This aforementioned stacking penalty/bonus calculations combined with their particular decision on handling floats is the reason. Not that their decision is wrong, it just has this side effect that is valid but can be confusing. |
Garth Mandra
The Southern Legion The Umbra Combine
140
|
Posted - 2013.10.08 03:09:00 -
[8] - Quote
KalOfTheRathi wrote:It is an insignificant amount and is not worth fixing (IMHO). This is most likely tied to their floating point issues. Of which there are several. The display is in integers but the values are floats. Which means you can take a Merc down to 0/0 for Shields/Armor and they can still walk around ... and kill you. But their value is greater than zero as it could be 0.2 Armor.
This aforementioned stacking penalty/bonus calculations combined with their particular decision on handling floats is the reason.
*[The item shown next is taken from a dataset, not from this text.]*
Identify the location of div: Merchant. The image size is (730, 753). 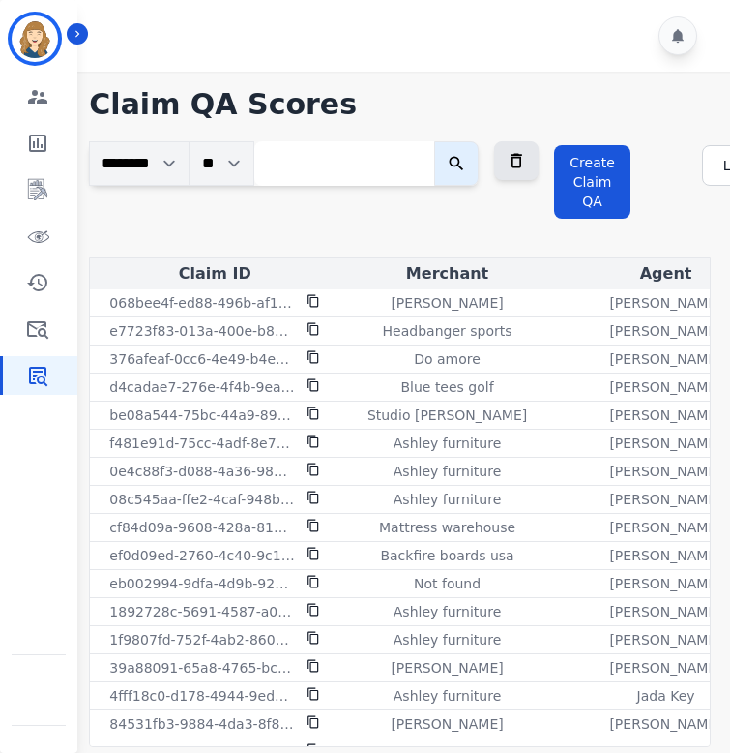
(447, 274).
Not that their decision is wrong, it just has this side effect that is valid but can be confusing.
I think it is a different issue.
From what I recall (and I think I tested this with maths with the movement penalty a while ago) the stacking penalty for modules that reduce variables (move speed, resistance/damage taken, regulators too I guess) are ordered in the same way as modules that increase variables ie. highest to lowest, in the opposite order to what is expected.
I expect all modules to be ordered in terms of effectiveness and stacking penalties applied in that order. So with one of each damage mod: 10% = 0.1 = 1.1 [no stacking penalty] 5% = 0.05 = 1.05 [1st stacking penalty] 3% = 0.03 = 1.03 [2nd stacking penalty]
The modules are ordered highest (0.1) to lowest (0.03).
For vehicle resistance mods: 10% = -0.1 = 0.9 [no stacking penalty] 11% = -0.11 = 0.89 [1st stacking penalty] 15% = -0.15 = 0.85 [2nd stacking penalty]
The modules are ordered highest (-0.1) to lowest (-0.15) where they should be ordered from lowest to highest.